Dáil debates

Thursday, 6 July 2006

Disposal of Shares in Aer Lingus Group plc: Motion.

 

3:00 pm

Photo of Catherine MurphyCatherine Murphy (Kildare North, Independent)

The Irish Independent headline this morning read: "Aer Lingus for sale: public can buy stake". If we rowed back to 1999 and substituted "Eircom" for "Aer Lingus", that headline would not look out of place. Less than a year after Eircom was floated, the headline read: "Eircom stock price dives on share dump". Not only were small investors stung badly, there was a failure to invest in broadband and the State had to shore up the industry, which meant a doubling of the cost. Given the experience with Eircom, I expect the public will be rightly sceptical in this case.

Aer Lingus was set up in 1936 and 70 years later it is strategically more important than it was at its inception, with air traffic at an all-time high. There have been very few events in the past 70 years that the public has been proud of and while this sale impacts on Aer Lingus staff and pensioners, many of them living in north Dublin, the decision has a national impact also.

The proposal before the House is a disgrace. The fact we are an island nation is critical in terms of its strategic importance. The company is in profit, largely because the workers made it profitable, and the public has confidence in the services it provides. The staff have every reason to be sceptical also because while it appears a good deal on paper, the experience of workers seconded to TEAM Aer Lingus tells a very different tale. For some workers it has been a 16 year court battle, which is not over. The Supreme Court issued a judgment in King and ors v. Aer Lingus PLC on 22 March this year. The question of damages and back pay was referred back to the High Court by the Supreme Court but Aer Lingus is repudiating the Supreme Court order that those engineers be paid the same as engineers who did not second. Months later, however, that has not occurred. Highly trained engineering staff seconded to TEAM Aer Lingus, who returned to Aer Lingus, have been deployed since 1998 in baggage handling and wash-up duties, and have had their pay withheld. The Supreme Court judgment states:

I conclude therefore on this issue that on returning to Aer Lingus in 1998, the claimants were at that point entitled to do so as if Team had never existed, that they were then entitled to be paid the same levels of remuneration as mechanical engineers employed by Aer Lingus who had not been seconded. They were further entitled, in my view, to have their seniority fully recognised and be placed on the appropriate incremental scale as though they had never left Aer Lingus.
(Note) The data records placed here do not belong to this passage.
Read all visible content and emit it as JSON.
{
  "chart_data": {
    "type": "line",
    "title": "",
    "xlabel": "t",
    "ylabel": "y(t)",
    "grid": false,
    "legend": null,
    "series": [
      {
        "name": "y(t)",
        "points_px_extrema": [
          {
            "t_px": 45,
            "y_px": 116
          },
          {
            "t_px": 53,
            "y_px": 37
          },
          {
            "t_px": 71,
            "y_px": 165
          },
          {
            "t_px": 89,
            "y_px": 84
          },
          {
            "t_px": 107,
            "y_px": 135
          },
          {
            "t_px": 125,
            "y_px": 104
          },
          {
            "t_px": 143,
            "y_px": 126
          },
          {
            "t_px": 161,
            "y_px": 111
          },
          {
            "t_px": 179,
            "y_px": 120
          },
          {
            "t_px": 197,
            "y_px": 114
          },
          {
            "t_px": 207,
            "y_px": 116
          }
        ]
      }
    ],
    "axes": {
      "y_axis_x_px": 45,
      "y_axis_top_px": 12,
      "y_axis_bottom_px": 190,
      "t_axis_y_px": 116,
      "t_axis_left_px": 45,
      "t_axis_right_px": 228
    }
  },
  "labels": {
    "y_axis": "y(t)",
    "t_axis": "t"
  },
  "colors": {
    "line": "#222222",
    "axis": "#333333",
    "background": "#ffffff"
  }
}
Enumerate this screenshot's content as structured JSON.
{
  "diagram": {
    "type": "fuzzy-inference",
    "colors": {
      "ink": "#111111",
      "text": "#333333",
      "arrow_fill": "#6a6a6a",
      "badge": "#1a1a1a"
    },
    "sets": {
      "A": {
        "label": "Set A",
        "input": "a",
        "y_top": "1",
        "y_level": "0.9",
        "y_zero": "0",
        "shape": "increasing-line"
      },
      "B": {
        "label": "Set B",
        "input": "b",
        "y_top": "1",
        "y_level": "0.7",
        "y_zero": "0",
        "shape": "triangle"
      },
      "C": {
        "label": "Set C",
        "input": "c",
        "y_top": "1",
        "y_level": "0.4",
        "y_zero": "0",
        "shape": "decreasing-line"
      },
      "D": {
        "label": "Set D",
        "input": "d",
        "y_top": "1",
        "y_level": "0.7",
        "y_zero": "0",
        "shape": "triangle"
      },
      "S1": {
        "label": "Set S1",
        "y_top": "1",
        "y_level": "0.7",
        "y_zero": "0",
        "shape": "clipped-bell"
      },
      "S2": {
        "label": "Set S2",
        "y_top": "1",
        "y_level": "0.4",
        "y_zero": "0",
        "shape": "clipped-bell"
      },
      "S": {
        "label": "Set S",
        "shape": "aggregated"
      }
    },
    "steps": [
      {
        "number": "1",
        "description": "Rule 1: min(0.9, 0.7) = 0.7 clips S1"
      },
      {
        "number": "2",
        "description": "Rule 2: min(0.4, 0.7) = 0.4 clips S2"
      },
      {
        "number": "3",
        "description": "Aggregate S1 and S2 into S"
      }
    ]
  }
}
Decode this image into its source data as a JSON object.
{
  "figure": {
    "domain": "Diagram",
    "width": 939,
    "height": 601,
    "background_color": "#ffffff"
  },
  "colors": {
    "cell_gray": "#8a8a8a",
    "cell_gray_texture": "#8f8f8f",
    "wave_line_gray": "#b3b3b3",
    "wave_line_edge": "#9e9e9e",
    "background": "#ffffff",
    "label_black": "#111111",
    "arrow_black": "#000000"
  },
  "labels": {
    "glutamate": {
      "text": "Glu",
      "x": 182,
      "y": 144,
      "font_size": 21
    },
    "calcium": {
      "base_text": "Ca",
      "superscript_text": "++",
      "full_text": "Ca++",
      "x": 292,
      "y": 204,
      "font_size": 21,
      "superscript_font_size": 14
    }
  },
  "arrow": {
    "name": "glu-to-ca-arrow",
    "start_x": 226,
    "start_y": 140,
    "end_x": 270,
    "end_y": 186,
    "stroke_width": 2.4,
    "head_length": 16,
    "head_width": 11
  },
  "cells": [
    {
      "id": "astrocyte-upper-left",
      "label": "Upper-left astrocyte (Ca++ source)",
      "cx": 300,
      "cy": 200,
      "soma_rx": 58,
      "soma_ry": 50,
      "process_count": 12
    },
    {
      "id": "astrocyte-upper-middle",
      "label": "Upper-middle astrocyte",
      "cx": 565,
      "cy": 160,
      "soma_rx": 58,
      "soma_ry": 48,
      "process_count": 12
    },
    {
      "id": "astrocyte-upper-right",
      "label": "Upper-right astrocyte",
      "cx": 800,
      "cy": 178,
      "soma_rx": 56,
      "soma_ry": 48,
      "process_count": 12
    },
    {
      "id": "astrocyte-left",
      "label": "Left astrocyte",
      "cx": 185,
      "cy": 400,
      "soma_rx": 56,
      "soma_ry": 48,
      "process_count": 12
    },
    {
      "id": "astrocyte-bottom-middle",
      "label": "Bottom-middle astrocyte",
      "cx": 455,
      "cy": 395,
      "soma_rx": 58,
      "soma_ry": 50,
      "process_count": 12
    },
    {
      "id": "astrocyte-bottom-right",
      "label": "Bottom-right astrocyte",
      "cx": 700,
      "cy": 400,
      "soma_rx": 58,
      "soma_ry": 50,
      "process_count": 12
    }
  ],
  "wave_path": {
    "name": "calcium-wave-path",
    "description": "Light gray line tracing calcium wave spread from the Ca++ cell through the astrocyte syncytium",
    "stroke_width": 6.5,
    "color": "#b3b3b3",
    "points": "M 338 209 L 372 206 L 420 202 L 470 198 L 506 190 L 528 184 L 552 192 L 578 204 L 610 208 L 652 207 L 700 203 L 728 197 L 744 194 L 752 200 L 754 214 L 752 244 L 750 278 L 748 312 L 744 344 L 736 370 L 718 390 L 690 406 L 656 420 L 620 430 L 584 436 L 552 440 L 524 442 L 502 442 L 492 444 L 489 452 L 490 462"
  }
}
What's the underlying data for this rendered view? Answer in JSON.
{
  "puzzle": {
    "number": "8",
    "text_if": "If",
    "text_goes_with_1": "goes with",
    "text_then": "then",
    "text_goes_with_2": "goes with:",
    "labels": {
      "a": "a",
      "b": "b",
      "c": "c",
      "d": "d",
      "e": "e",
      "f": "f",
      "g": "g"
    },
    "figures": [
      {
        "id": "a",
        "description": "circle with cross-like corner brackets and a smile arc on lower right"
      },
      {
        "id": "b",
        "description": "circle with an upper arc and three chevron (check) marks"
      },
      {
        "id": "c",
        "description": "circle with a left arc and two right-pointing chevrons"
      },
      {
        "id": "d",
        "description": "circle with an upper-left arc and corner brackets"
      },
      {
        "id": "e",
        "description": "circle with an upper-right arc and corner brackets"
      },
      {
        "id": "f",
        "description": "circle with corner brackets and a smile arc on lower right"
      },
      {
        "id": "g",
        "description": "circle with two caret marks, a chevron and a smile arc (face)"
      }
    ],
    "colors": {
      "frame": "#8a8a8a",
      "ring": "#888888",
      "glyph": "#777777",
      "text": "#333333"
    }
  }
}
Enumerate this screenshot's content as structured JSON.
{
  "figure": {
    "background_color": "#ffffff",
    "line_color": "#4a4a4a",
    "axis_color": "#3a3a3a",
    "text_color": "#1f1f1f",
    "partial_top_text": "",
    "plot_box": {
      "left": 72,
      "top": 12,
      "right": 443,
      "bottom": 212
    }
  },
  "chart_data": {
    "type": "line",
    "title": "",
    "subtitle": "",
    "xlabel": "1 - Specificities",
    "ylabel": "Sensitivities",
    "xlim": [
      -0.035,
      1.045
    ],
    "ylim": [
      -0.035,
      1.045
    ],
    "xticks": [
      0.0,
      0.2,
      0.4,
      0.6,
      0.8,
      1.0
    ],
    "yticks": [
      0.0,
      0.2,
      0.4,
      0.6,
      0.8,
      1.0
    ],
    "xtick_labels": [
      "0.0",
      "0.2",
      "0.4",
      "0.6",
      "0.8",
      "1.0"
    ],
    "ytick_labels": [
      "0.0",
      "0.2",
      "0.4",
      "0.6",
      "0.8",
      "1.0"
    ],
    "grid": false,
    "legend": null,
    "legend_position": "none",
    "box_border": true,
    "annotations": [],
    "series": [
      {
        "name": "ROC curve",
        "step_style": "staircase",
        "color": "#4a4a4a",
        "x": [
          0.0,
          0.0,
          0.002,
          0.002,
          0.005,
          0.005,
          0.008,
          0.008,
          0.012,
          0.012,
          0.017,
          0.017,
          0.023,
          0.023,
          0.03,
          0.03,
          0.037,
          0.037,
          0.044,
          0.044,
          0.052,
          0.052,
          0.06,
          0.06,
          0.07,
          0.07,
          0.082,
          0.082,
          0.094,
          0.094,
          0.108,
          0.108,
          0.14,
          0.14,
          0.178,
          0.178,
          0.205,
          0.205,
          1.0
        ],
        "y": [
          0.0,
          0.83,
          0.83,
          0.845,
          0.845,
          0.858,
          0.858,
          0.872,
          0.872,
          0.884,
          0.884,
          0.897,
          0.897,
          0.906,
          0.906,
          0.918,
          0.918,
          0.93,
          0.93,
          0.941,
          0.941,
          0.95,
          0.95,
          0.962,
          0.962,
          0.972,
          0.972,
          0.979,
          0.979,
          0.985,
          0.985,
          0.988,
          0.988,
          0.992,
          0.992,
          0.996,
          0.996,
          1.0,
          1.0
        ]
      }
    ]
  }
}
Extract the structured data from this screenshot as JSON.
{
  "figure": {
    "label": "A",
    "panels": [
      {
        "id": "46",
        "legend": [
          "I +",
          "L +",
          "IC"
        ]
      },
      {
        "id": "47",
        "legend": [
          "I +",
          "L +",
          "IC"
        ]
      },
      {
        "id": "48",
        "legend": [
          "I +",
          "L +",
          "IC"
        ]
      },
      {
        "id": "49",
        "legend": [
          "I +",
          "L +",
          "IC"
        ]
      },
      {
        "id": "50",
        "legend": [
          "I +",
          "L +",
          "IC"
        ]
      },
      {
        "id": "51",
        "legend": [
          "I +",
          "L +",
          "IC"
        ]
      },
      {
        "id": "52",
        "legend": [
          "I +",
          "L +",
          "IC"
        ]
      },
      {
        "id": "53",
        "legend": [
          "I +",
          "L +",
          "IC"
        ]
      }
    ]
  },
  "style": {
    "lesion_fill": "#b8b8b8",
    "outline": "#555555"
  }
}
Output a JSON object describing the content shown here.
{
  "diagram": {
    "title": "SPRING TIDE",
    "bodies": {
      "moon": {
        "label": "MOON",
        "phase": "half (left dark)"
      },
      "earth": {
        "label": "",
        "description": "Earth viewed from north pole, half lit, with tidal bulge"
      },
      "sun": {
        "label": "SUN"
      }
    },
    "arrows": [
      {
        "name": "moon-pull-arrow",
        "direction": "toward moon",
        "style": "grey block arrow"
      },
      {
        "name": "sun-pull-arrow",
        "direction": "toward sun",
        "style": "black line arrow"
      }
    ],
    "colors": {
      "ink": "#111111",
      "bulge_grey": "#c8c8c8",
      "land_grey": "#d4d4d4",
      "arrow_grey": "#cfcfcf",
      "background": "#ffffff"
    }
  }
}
That clearly has not happened. What possible commitments can be given by the Government when that has been the practice of the company? I heard Deputy Glennon say that this was one of the matters that needed to be resolved. It also shows the shameful practice of the company in terms of a commitment that was given. The commitment was not just given by the company to the workers. It was made here in the Dáil in a reply to a parliamentary question by the then Minister for Public Enterprise, Senator O'Rourke. It is a disgraceful decision and a disgraceful practice in terms of how the workers were treated. While this issue in its own right needs to be resolved, it also sends a very strong message to the pensioners and workers of Aer Lingus, who need to consider the matter very carefully.